The high tech style emerged in the 1980s and remains popular. In the United Kingdom, two of its main proponents are Richard Rogers and Norman Foster
Glazing is a transparent part of a wall, usually made of glass or plastic (acrylic and polycarbonate). Glazing also describes the work done by a professional “glazier”.
Common types of glazing used in architectural applications include clear and tinted float glass, tempered glass, and laminated glass as well as a variety of coated glasses, all of which can be glazed singly or as double, or even triple, glazing units. Ordinary clear glass has a slight green tinge but special clear glasses are offered by several manufacturers.
Glazing can be mounted in a window sash or door stile, usually made of wood, aluminium or PVC. The glass or plastic is fixed into a rabbet (rebate) in the frame in a number of ways including triangular glazing points, putty, etc.. Toughened and laminated glass can be glazed by bolting panes directly to a metal framework by bolts passing through drilled holes.
Glazing is commonly used in low temperature solar thermal collectors because it results in an increase in the Sun’s radiosity.
Architecture (from Greek word ἀρχιτεκτονική – arkhitektonike) is the art and science of designing and constructing buildings and other physical structures for human shelter or use.
A wider definition often includes the design of the total built environment, from the macro level of how a building integrates with its surrounding context like town planning, urban design, and landscape architecture to the micro level of architectural or construction details and, sometimes, furniture and hardware. Wider still, architecture is the activity of designing any kind of system.
Even though our culture considers architecture to be a visual experience, the other senses play a role in how we experience both natural and built environments. Attitudes towards the senses depend on culture.The design process and the sensory experience of a space are distinctly separate views, each with its own language and assumptions.
Architectural works are often perceived as cultural and political symbols and, sometimes, as Work of art. Historical civilizations are often known primarily through their architectural achievements.

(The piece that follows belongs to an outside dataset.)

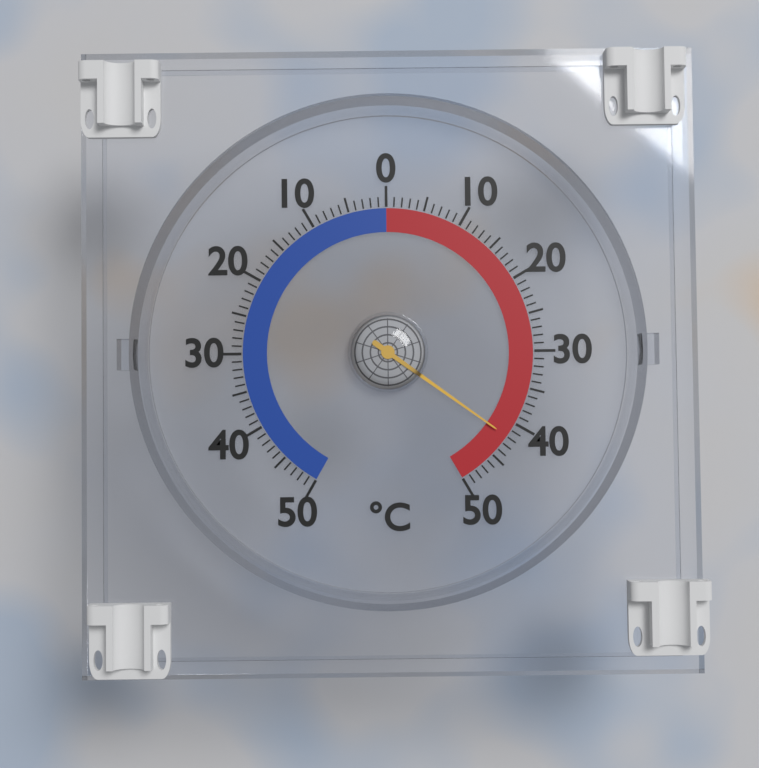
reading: 42 °C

Brutalist architecture is a style of architecture which flourished from the 1950s to the mid 1970s, spawned from the modernist architectural movement. The English architects Alison and Peter Smithson coined the term in 1954, from the French béton brut, or “raw concrete”, a phrase used by Le Corbusier to describe the poured board-marked concrete with which he constructed many of his post WWII buildings. The term gained wide currency when the British architectural critic Reyner Banham used it in the title of his 1966 book, The New Brutalism: Ethic or Aesthetic?, to characterise a by then established cluster of architectural approaches, particularly in Europe.